430
Views
2
CrossRef citations to date
0
Altmetric
Articles

Migration governance and the role of the third sector in small-sized towns in Italy

, &
Pages 2742-2759 | Received 31 May 2021, Accepted 04 Jan 2022, Published online: 06 Feb 2022
 

ABSTRACT

The paper makes an innovative contribution to studies on the local governance of migration by considering the role played by Third Sector actors in three small municipalities in northern Italy: a mountain village, a rural village, and a town located at the edge of the great Milanese conurbation. The cases shed light on the implications that a small size can have for understanding the policy outputs and challenges of migration governance at the local level. Building on comparative qualitative data, the paper describes common features that can be observed in the local policy arena of small municipalities, such as the reduced number and limited heterogeneity of Third Sector actors, ease of access to local decision-makers, and blurred boundaries between politics and administration. It shows that such features can be associated with specific inclusionary and/or exclusionary policies that can be explained by local associational ecologies and local governments’ political orientation, despite the (often) limited human and economic resources available, but also by the activation of policy entrepreneurs and supra-local networks.

Disclosure statement

No potential conflict of interest was reported by the author(s).

Correction Statement

This article has been republished with minor changes. These changes do not impact the academic content of the article.

Notes

1 Caritas is a well-known religious institution that has delivered charity since 1971. Its work at the local level is implemented in Italy through 220 local organisations (Caritas Diocesane), which are engaged in diverse social and charitable tasks such as drop-in centres, observatories on poverty, parochial services, shelters, etc.

2 According to Mintrom and Norman, policy entrepreneurs operate as ‘advocates of policy change’ contributing to develop convincing arguments on how to define a problem, building advocacy coalitions and developing pilot projects exemplifying how policy change can take place through their connection within policy networks and their understanding of the local policy context.

3 The leading partner was the SSIIM UNESCO Chair based at the University Iuav of Venice. Five other Italian universities were involved. For more details, see http://www.unescochair-iuav.it/en/research/ prin-small-size-cities/

4 Interviews were recorded but no quotations are reported here because of word limits. More recent data are not available: hence it must be considered that variations in local configurations also apply in consideration of the ongoing pandemic and the frequent changes in the migration policy domain.

5 The national health system in Italy is organised into socio-health districts, or territorial areas generally organised at the sub-provincial level responsible for the management and provision of socio-health care services.

6 The head of the local primary school reported that at the beginning of 2014 foreign children represented about one-third of school pupils.

7 Some of these practices, also adopted in other municipalities, have repeatedly been deemed discriminatory in the courts.

8 The request of a group of Ukrainian women for a locale in which to meet was ignored by the local administration and delegated to local Catholic organisations, while use of the local football field was denied to a group of asylum seekers hosted in Mortara.

9 SPRAR stands for System of Protection for Asylum Seekers and Refugees. Following normative changes, it has been renamed SAI (System of Reception and Integration).

10 Some children of migrant origin were left without lunch at school because their families were not able to complete the increasingly burdensome documentation required by the municipal social workers to access means-tested benefits.

11 Drop-in centres (Centri di Ascolto) are the main means by which the territorial organisations of Caritas in Italy (Caritas Diocesane) have been supporting poor people of both immigrant and Italian origin. The centres mostly provide help to satisfy primary needs and give orientation to local services. In 2017, there were 3,366 Centri di Ascolto in Italy. The data available from 59 per cent of them state that the persons assisted in that year amounted to 197,332 (42.2% with Italian citizenship, 57.8% foreign). Information collected on people assisted by Centri di Ascolto is an important database through which Caritas contributes to knowledge about poverty and strategies to combat poverty in Italy.

12 The Provincial Headquarters Office of the Ministry of Interior.

13 One (including 46 municipalities) was signed by the provincial authority of Brescia, the Association of the Municipalities of the Province of Brescia—the Comunità Montana di Valle Camonica—the main territorial entity of the Adamello National Park; another was signed by the Comunità Montana and the Brescia Prefecture (Provincial Headquarters of the Ministry of the Interior).

Log in via your institution

Log in to Taylor & Francis Online

PDF download + Online access

  • 48 hours access to article PDF & online version
  • Article PDF can be downloaded
  • Article PDF can be printed
USD 53.00 Add to cart

Issue Purchase

  • 30 days online access to complete issue
  • Article PDFs can be downloaded
  • Article PDFs can be printed
USD 288.00 Add to cart

* Local tax will be added as applicable

Related Research

People also read lists articles that other readers of this article have read.

Recommended articles lists articles that we recommend and is powered by our AI driven recommendation engine.

Cited by lists all citing articles based on Crossref citations.
Articles with the Crossref icon will open in a new tab.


Required action →
Copy out, from the entries below, each line that holds the string "category".

(Excerpts from a figure dataset)

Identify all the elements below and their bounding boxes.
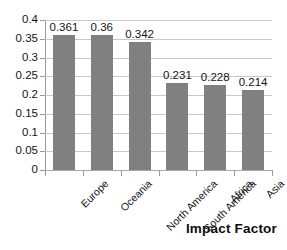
x-axis-tick xyxy=(121,171,122,176)
bar-value-label: 0.214 xyxy=(231,77,275,89)
gridline xyxy=(45,95,272,96)
bar xyxy=(53,35,75,170)
y-axis-tick-label: 0.4 xyxy=(0,14,38,26)
bar xyxy=(91,35,113,170)
x-axis-tick xyxy=(196,171,197,176)
bar-value-label: 0.342 xyxy=(118,29,162,41)
y-axis-tick xyxy=(40,39,45,40)
y-axis-tick-label: 0.05 xyxy=(0,145,38,157)
y-axis-tick-labels: 00.050.10.150.20.250.30.350.4 xyxy=(0,0,38,250)
x-axis-tick xyxy=(234,171,235,176)
y-axis-tick-label: 0 xyxy=(0,164,38,176)
y-axis-tick-label: 0.25 xyxy=(0,70,38,82)
y-axis-tick xyxy=(40,114,45,115)
x-axis-title: Impact Factor xyxy=(186,221,277,236)
x-axis-category-label: Oceania xyxy=(118,178,153,213)
y-axis-tick-label: 0.35 xyxy=(0,33,38,45)
x-axis-tick xyxy=(272,171,273,176)
y-axis-tick-label: 0.1 xyxy=(0,127,38,139)
y-axis-tick-label: 0.15 xyxy=(0,108,38,120)
y-axis-tick xyxy=(40,151,45,152)
x-axis-tick xyxy=(83,171,84,176)
y-axis-tick-label: 0.3 xyxy=(0,52,38,64)
plot-area xyxy=(45,20,272,170)
y-axis-tick-label: 0.2 xyxy=(0,89,38,101)
bar xyxy=(242,90,264,170)
y-axis-tick xyxy=(40,133,45,134)
x-axis-tick xyxy=(159,171,160,176)
gridline xyxy=(45,133,272,134)
bar-chart: 00.050.10.150.20.250.30.350.4 0.3610.360… xyxy=(0,0,287,250)
gridline xyxy=(45,58,272,59)
bar xyxy=(166,83,188,170)
x-axis-tick xyxy=(45,171,46,176)
x-axis-category-label: Asia xyxy=(264,178,286,200)
gridline xyxy=(45,114,272,115)
y-axis-tick xyxy=(40,95,45,96)
x-axis-category-label: Europe xyxy=(79,178,110,209)
y-axis-tick xyxy=(40,76,45,77)
y-axis-tick xyxy=(40,58,45,59)
gridline xyxy=(45,151,272,152)
bar xyxy=(204,85,226,171)
bar xyxy=(129,42,151,170)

Output →
x-axis-category-label: Oceania xyxy=(118,178,153,213)
x-axis-category-label: Asia xyxy=(264,178,286,200)
x-axis-category-label: Europe xyxy=(79,178,110,209)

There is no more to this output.